On the one hand, the legislature is generally viewed as the most responsive branch of government. But that doesn’t necessarily make it the best administrative unit. As such, the legislature might not be the best site of administrative design for resolving the question “how do we cover all Americans.” Indeed, many of the problems with health care are essentially administrative and could be resolved with greater efficiency through executive administration.

But as mentioned above, Congress can't delegate authority tantamount to legislative power to an executive actor. Hence the line between administrative prerogative and legislation becomes central to the validity of whatever bill gets passed. While the Supreme Court is unlikely to interfere in any major legislation that doesn’t imply a drastic interference with established and precedent-protected rights, the way legislators think about the administrative aims of the executive powers that a health bill will create matters in terms of formulating legislation.

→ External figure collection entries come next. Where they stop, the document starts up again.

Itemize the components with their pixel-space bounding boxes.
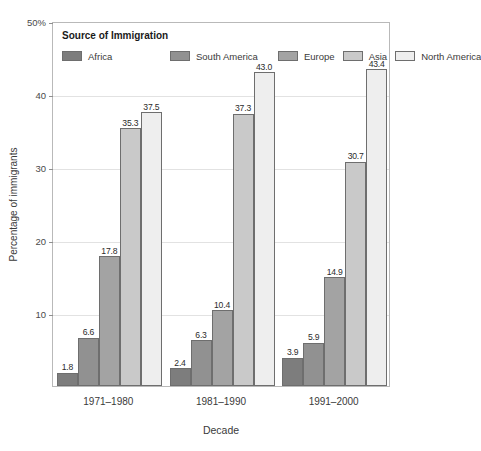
bar-north-america: 43.0 [254, 72, 275, 386]
bar-value-label: 3.9 [287, 347, 298, 357]
x-axis-tick-label: 1971–1980 [53, 396, 163, 407]
y-axis-tick-label: 40 [6, 90, 46, 101]
bar-asia: 30.7 [345, 162, 366, 386]
bar-north-america: 37.5 [141, 112, 162, 386]
bar-africa: 3.9 [282, 358, 303, 386]
bar-europe: 14.9 [324, 277, 345, 386]
bar-value-label: 5.9 [308, 332, 319, 342]
legend-label: North America [421, 51, 481, 62]
legend-swatch-icon [62, 51, 82, 61]
gridline [53, 242, 389, 243]
legend-item-north-america: North America [395, 48, 481, 64]
bar-north-america: 43.4 [366, 69, 387, 386]
bar-value-label: 37.5 [143, 102, 159, 112]
bar-south-america: 6.6 [78, 338, 99, 386]
legend-swatch-icon [395, 51, 415, 61]
y-axis-tick-mark [49, 315, 53, 316]
y-axis-tick-label: 30 [6, 163, 46, 174]
legend-item-europe: Europe [278, 48, 335, 64]
legend-swatch-icon [278, 51, 298, 61]
bar-south-america: 5.9 [303, 343, 324, 386]
y-axis-tick-mark [49, 23, 53, 24]
y-axis-tick-label: 50% [6, 17, 46, 28]
bar-value-label: 10.4 [214, 300, 230, 310]
bar-south-america: 6.3 [191, 340, 212, 386]
bar-europe: 17.8 [99, 256, 120, 386]
gridline [53, 169, 389, 170]
y-axis-tick-mark [49, 96, 53, 97]
legend-item-south-america: South America [170, 48, 270, 64]
legend-swatch-icon [170, 51, 190, 61]
plot-area: 1.86.617.835.337.52.46.310.437.343.03.95… [52, 22, 390, 387]
bar-value-label: 1.8 [62, 362, 73, 372]
bar-value-label: 6.6 [83, 327, 94, 337]
bar-value-label: 2.4 [174, 358, 185, 368]
x-axis-tick-label: 1981–1990 [166, 396, 276, 407]
legend-swatch-icon [343, 51, 363, 61]
legend: Source of Immigration AfricaSouth Americ… [62, 30, 292, 64]
x-axis-tick-label: 1991–2000 [279, 396, 389, 407]
legend-item-asia: Asia [343, 48, 387, 64]
bar-asia: 35.3 [120, 128, 141, 386]
bar-value-label: 37.3 [235, 103, 251, 113]
bar-value-label: 14.9 [327, 267, 343, 277]
x-axis-label: Decade [52, 424, 390, 436]
y-axis-label-container: Percentage of immigrants [6, 22, 20, 387]
bar-value-label: 6.3 [195, 330, 206, 340]
y-axis-tick-mark [49, 169, 53, 170]
legend-title: Source of Immigration [62, 30, 292, 41]
bar-value-label: 17.8 [101, 246, 117, 256]
bar-africa: 1.8 [57, 373, 78, 386]
y-axis-tick-label: 20 [6, 236, 46, 247]
bar-europe: 10.4 [212, 310, 233, 386]
y-axis-tick-mark [49, 242, 53, 243]
bar-value-label: 35.3 [122, 118, 138, 128]
legend-label: South America [196, 51, 258, 62]
y-axis-label: Percentage of immigrants [8, 22, 22, 387]
legend-items: AfricaSouth AmericaEuropeAsiaNorth Ameri… [62, 48, 292, 64]
legend-item-africa: Africa [62, 48, 162, 64]
legend-label: Asia [369, 51, 387, 62]
legend-label: Europe [304, 51, 335, 62]
y-axis-tick-label: 10 [6, 309, 46, 320]
bar-asia: 37.3 [233, 114, 254, 386]
bar-africa: 2.4 [170, 368, 191, 386]
bar-value-label: 30.7 [348, 151, 364, 161]
legend-label: Africa [88, 51, 112, 62]
gridline [53, 96, 389, 97]
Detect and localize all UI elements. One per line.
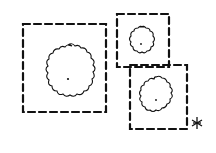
large-tree-center-dot — [67, 78, 69, 80]
tree-plan-sketch — [0, 0, 216, 153]
large-tree-canopy — [46, 44, 95, 97]
medium-tree-center-dot — [155, 99, 157, 101]
small-tree-canopy — [130, 26, 155, 53]
medium-tree-canopy — [140, 76, 173, 111]
star-mark-icon — [192, 117, 202, 129]
small-tree-center-dot — [140, 43, 142, 45]
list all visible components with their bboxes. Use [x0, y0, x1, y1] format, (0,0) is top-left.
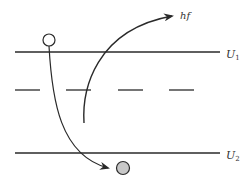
lower-level-label: U2 — [226, 149, 240, 163]
upper-level-label: U1 — [226, 48, 240, 62]
energy-level-diagram: U1 U2 hf — [0, 0, 247, 191]
photon-energy-label: hf — [180, 10, 192, 21]
particle-transition-arrow — [49, 46, 108, 168]
final-particle-icon — [117, 162, 130, 175]
photon-emission-arrow — [84, 16, 172, 123]
initial-particle-icon — [43, 34, 55, 46]
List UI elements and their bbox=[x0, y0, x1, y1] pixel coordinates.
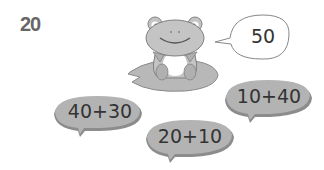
lily-pad-expression: 20+10 bbox=[150, 125, 230, 147]
speech-bubble-value: 50 bbox=[243, 25, 283, 47]
lily-pad-expression: 40+30 bbox=[60, 100, 140, 122]
lily-pad-expression: 10+40 bbox=[229, 85, 309, 107]
frog-icon bbox=[146, 17, 204, 80]
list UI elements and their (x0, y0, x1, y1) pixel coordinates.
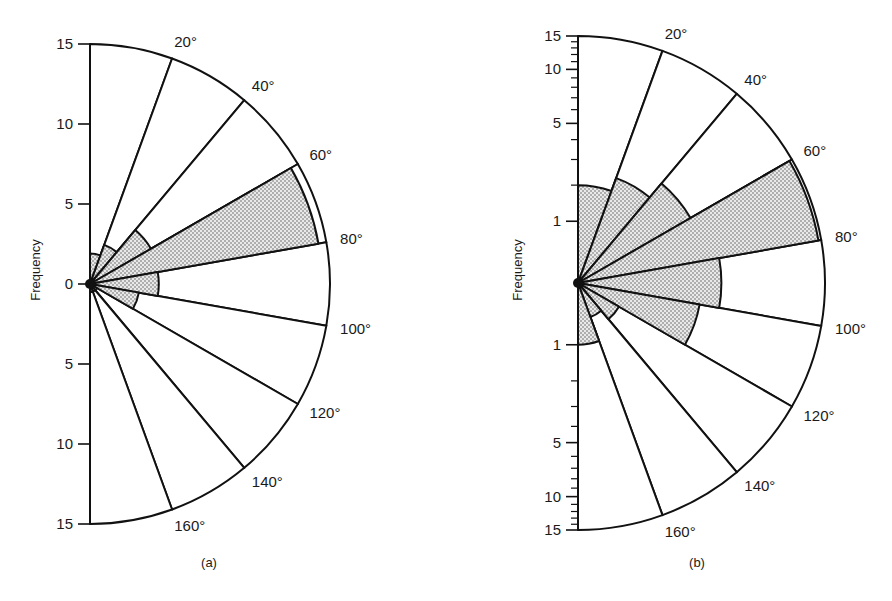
angle-label: 40° (252, 77, 275, 94)
axis-tick-label: 15 (56, 35, 73, 52)
axis-tick-label: 10 (56, 115, 73, 132)
angle-label: 60° (803, 142, 826, 159)
angle-label: 80° (340, 230, 363, 247)
rose-diagram-figure: 0510155101520°40°60°80°100°120°140°160°F… (0, 0, 892, 601)
y-axis-title: Frequency (28, 239, 43, 301)
angle-label: 100° (340, 320, 371, 337)
axis-tick-label: 15 (56, 515, 73, 532)
axis-tick-label: 15 (544, 521, 561, 538)
angle-label: 100° (835, 320, 866, 337)
angle-label: 60° (309, 146, 332, 163)
panel-label: (b) (689, 555, 705, 570)
rose-panel-a: 0510155101520°40°60°80°100°120°140°160°F… (28, 33, 371, 570)
angle-label: 40° (744, 71, 767, 88)
angle-label: 120° (309, 404, 340, 421)
y-axis-title: Frequency (510, 239, 525, 301)
axis-tick-label: 0 (65, 275, 73, 292)
axis-tick-label: 5 (553, 434, 561, 451)
angle-label: 120° (803, 407, 834, 424)
rose-panel-b: 15101515101520°40°60°80°100°120°140°160°… (510, 25, 866, 570)
axis-tick-label: 1 (553, 336, 561, 353)
angle-label: 140° (744, 477, 775, 494)
axis-tick-label: 5 (65, 195, 73, 212)
axis-tick-label: 5 (553, 114, 561, 131)
center-hub (573, 278, 583, 288)
axis-tick-label: 1 (553, 212, 561, 229)
angle-label: 140° (252, 473, 283, 490)
angle-label: 160° (174, 517, 205, 534)
angle-label: 20° (665, 25, 688, 42)
angle-label: 160° (665, 523, 696, 540)
panel-label: (a) (201, 555, 217, 570)
axis-tick-label: 10 (544, 60, 561, 77)
angle-label: 80° (835, 228, 858, 245)
axis-tick-label: 5 (65, 355, 73, 372)
axis-tick-label: 10 (56, 435, 73, 452)
axis-tick-label: 15 (544, 27, 561, 44)
angle-label: 20° (174, 33, 197, 50)
axis-tick-label: 10 (544, 488, 561, 505)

Technically, Congress could enumerate a series of broad goals and then sketch a general outline of a bureaucratic administration charged with overseeing those goals. Consider, for example, the 1789 Chapter XII Act, which established the Treasury Department. It has eight sections enumerating the responsibilities of the department, providing for some procedural restrictions, and structuring the offices to avoid general conflicts of interest. Obviously, it's not a case study for a vastly expanded bureaucracy contending with a nationally-integrated, highly diversified, and rapidly changing economy. Nonetheless, the bill’s “high level” approach might be an ideal type for this kind of legislation: enumerate the big goals, provide some basic structures, and then create real executive power to operate within the limits stated.

Such an approach is inherently risky – creating executive power is never something to be taken lightly. But for health reform to be effective, a lot of leeway needs to be built into the institutions responsible for its maintenance. Moreover, this forces Americans to confront the real question of “how much government is too much government.”

However, Congress almost always errs on the side of non-delegation (except in economic crises). One also has to do some logrolling and some interest group buying, so reform legislation balloons. And then negotiators get into particulars and the various Congressional committees clash with one another over oversight responsibilities. In the end, they all try to carve out their own niches and, above all, do a lot of executive hand-tying to ensure that executive actors can't overstep their remits once the new system comes online.

Unfortunately, this wary approach usually just leads to administrative insanity. Worse yet, it can create conflicting structures seeking, ostensibly, the same goals. Moreover, explicitly enumerating policy provisions to the level of minutia helps to harden opposition to it. Congressmen seem to forget that it takes a lot of reasons to like a bill, but only one to hate it. Big bills foment and define their own opposition, making them extremely vulnerable.

So, to wrap up, the reason that Congress can't pass a health bill is because its institutional incentives disincline it to do so. The only real way to provide this kind of coverage is to create real executive power, but Congress isn't prepared to do that without adding tons of unhelpful riders and pork.

A good health care bill won’t try to dovetail into the existing bureaucracy. Instead, it will scrap or combine existing agencies and bodies and largely start over. Indeed, it would look best if it totally rehashed Health and Human Services. The bill could punt Human Services into its own Outer Cabinet Department or combine it with HUD, and change Medicare and Medicaid to subsidiary bureaus within a newly minted Department of Health that could sit firmly in the Middle Cabinet along with Agriculture, Commerce, Interior, and Labor.

Instead, Congressmen are thinking like administrators (which they're not) trying to provide immediate services to consumers (i.e. voters nearing an election year) rather than thinking like institution builders. Until the mindset changes, they're going to continue churning out big, self-defeating bills.